Supported Specifications

This page lists what TokenIDP currently supports, what is partially implemented, and what is not part of the current product surface.

Audience: Developers, CTOs

Read this page before committing to a client architecture or compliance target.

Supported

  • OAuth 2.0 Authorization Code grant for browser and app sign-in
  • PKCE on the authorization flow for public clients
  • OAuth 2.0 Client Credentials grant
  • Refresh Token grant
  • Device Code grant via /device_authorization and /token
  • OpenID Connect Discovery via /.well-known/openid-configuration
  • JWKS publishing via /.well-known/jwks.json
  • OpenID Connect UserInfo via /userinfo
  • Token revocation via /revoke
  • Token introspection via /introspect
  • Logout via /logout
  • JWT signing with RS256
  • Client authentication on the token endpoint with client_secret_basic and client_secret_post
  • Discovery-advertised grant types: authorization_code, client_credentials, refresh_token, device_code, ciba

Partially Supported or Implementation-Specific

  • CIBA appears in discovery metadata, but you should validate your user experience, client policy, and notification model before using it broadly.
  • Revocation and introspection endpoints are present, but their request shape is JSON-based and implementation-specific rather than a strict form-encoded standards profile.
  • A password grant handler exists in the server code, but it is not advertised in discovery metadata and should be treated as legacy or internal-only, not a preferred public integration.
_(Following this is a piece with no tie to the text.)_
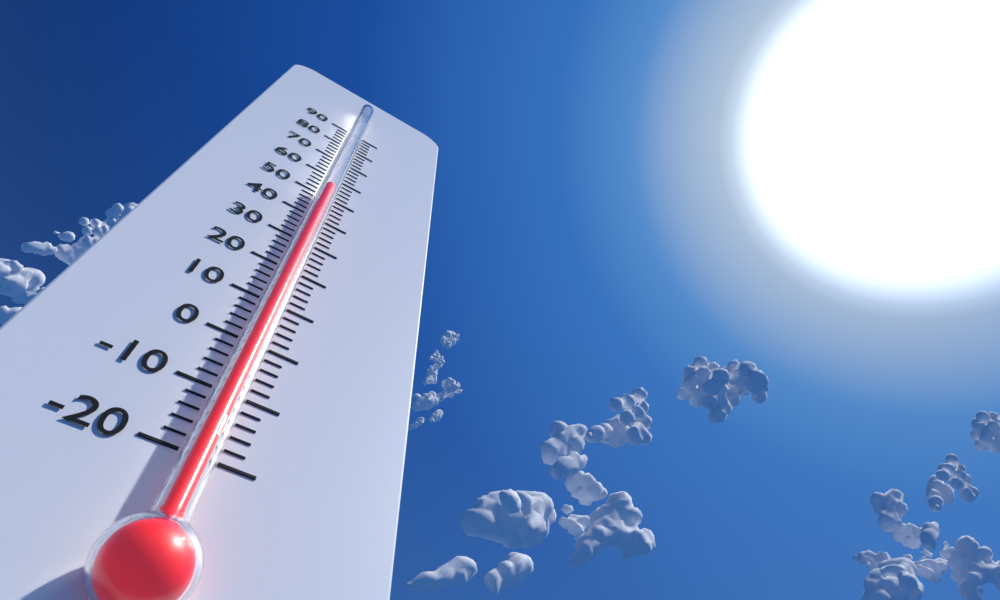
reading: 50 (no unit)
Not Supported for New Integrations

  • Implicit flow
  • Hybrid flow
  • Pushed Authorization Requests
  • JARM
  • Dynamic Client Registration
  • private_key_jwt client authentication
  • MTLS-bound access tokens
  • DPoP
  • Front-channel logout specification
  • Back-channel logout specification

Specification References

  • OAuth 2.0 Authorization Framework, RFC 6749
  • OAuth 2.0 for Native Apps, RFC 8252
  • OAuth 2.0 PKCE, RFC 7636
  • OAuth 2.0 Token Revocation, RFC 7009
  • OAuth 2.0 Token Introspection, RFC 7662
  • OAuth 2.0 Device Authorization Grant, RFC 8628
  • OpenID Connect Core 1.0
  • OpenID Connect Discovery 1.0
  • JSON Web Key, RFC 7517
  • JSON Web Token, RFC 7519

Working Example

curl https://localhost:5001/.well-known/openid-configuration

Confirm that grant_types_supported, response_types_supported, and token_endpoint_auth_methods_supported match your client's expectations.

Common Pitfalls

  • Assuming discovery metadata alone proves full spec conformance for every optional feature.
  • Treating legacy grants as recommended simply because a handler exists in code.

Troubleshooting Tips

  • When in doubt, compare the actual endpoint request and response formats to the Reference section before picking a client library.